Lunar New Year

Many Taipei residents visit the city's historic Dihua Street to buy goods for the Lunar New Year.

Taiwan and China celebrate Lunar New Year amid vastly different COVID levels

Culture

Taiwan has reopened to international travel, and has lifted some other restrictions, as people celebrate Lunar New Year with family and friends.

Lantern display at Yuyuan Garden, Shanghai.

China’s last remaining lantern craftspeople uphold a waning tradition

Culture
Smoke in front of a man, with remnants of firecrackers on the ground

Why a medical interpreter was surprised to see Vietnamese immigrant patients at California hospitals around Lunar New Year

Culture
Kelly Wong is one of the lion dance instructors at the New York Chinese Freemasons Athletic Club. Originally founded as a fraternal society, the Freemasons were among the first troupes in Chinatown to train women to lion dance.

In New York’s Lunar New Year parade, women are breaking barriers as lion dancers

Culture
Four members of the Huang family at a Chinese New Year celebration in the show "Fresh Off the Boat"

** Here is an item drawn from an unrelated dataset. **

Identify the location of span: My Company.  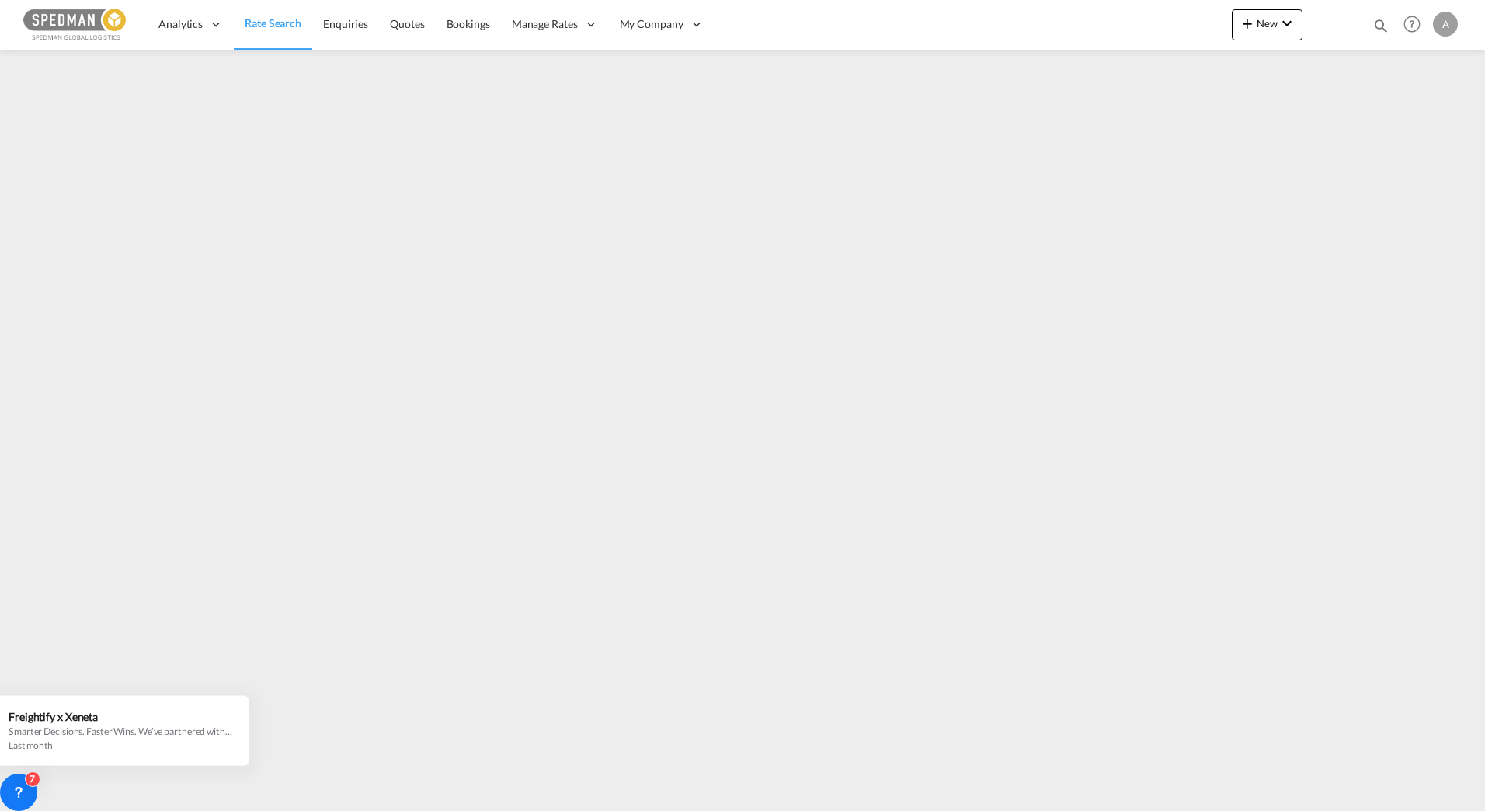
(652, 24).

Millions of Americans celebrate Lunar New Year, but this episode of ‘Fresh Off the Boat’ will be a network TV 1st

Media
Korean grandmas get a surprise drum line performance while waiting for the bus in LA's Koreatown. The drumming celebration is now popular in Los Angeles, but it wasn't so much when it first started there in the late 1980s.

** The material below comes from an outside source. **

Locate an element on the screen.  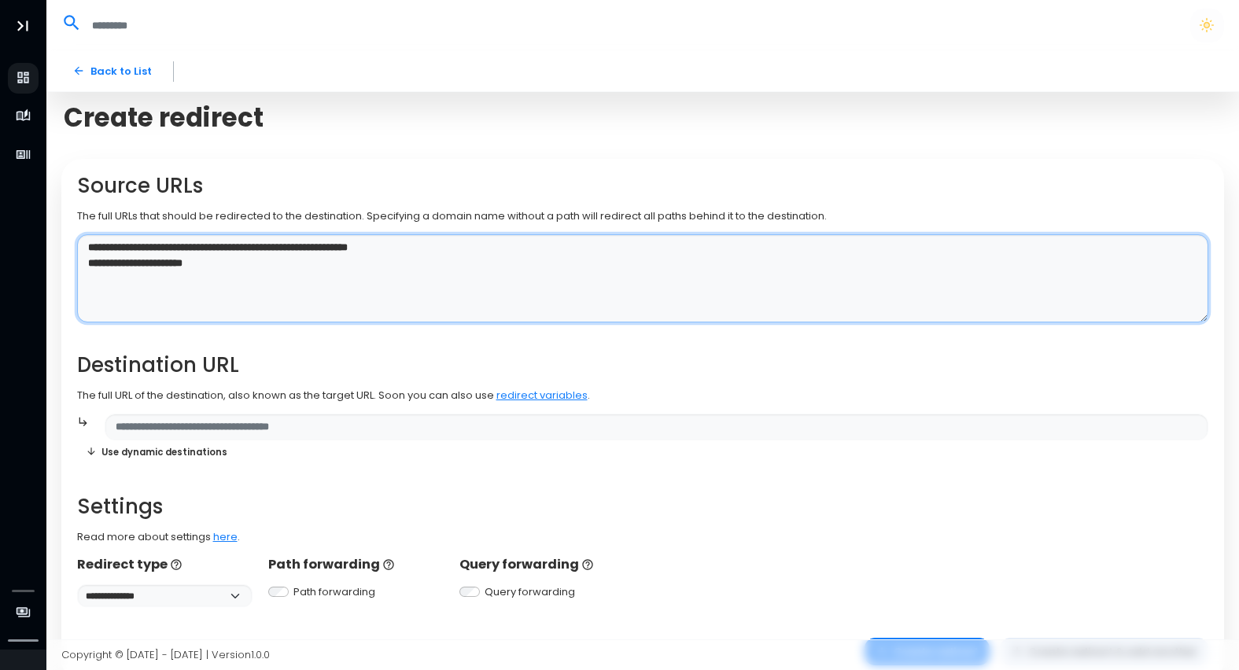
label: Query forwarding is located at coordinates (529, 592).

Koreatown’s ‘ghostbusters’ usher in good luck for the Year of the Goat

Culture

If you go to LA’s Koreatown neighborhood at the Lunar New Year, it’s hard to miss the loud and colorful drumming crew parading the streets wishing good luck to local businesses. It’s now a beloved tradition, but it wasn’t always that way.

A red envelope is given out during Chinese Lunar New Year celebrations in Liverpool, England, on February 22, 2015.

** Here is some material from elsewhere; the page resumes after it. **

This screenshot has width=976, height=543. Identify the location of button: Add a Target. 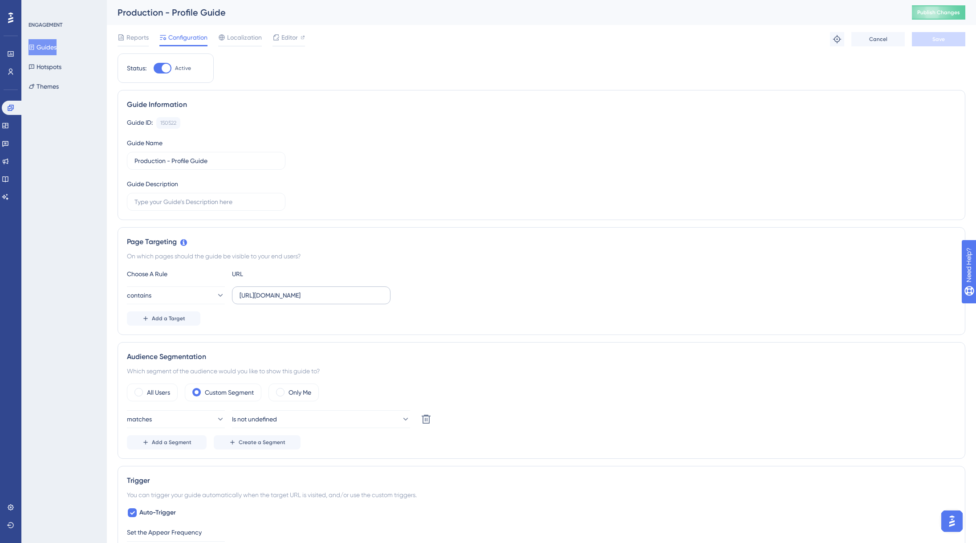
(163, 318).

LGBT couples turn a Lunar New Year tradition into a plea for acceptance

Lifestyle

Red envelopes are a traditional gift in Chinese societies during the Lunar New Year, often given out by married couples to their single family members, but that tradition can be awkward for LGBT couples, who aren’t widely accepted. Now a Hong Kong group is using red envelopes for a different purpose.

Children look at a light display for Chinese New Year outside Kuala Lumpur.

Chinese New Year should be a big deal for me. It’s not, and I feel guilty

Culture

I want to preserve, to stave off the generational attrition of culture. I want to celebrate loudly, bombastically, and unapologetically, like my parents did in Taiwan. Should I do something, maybe wear red, go out? Or stay at home and just watch Netflix?

Birds fly across the sky on a polluted day in Wuhan, Hubei province, on February 16, 2015.

Where’s the perch? These birds might be flying for longer than they expected

Culture

Seeing The News: Pictures of China’s polluted skies aren’t uncommon, but the images are never less than striking.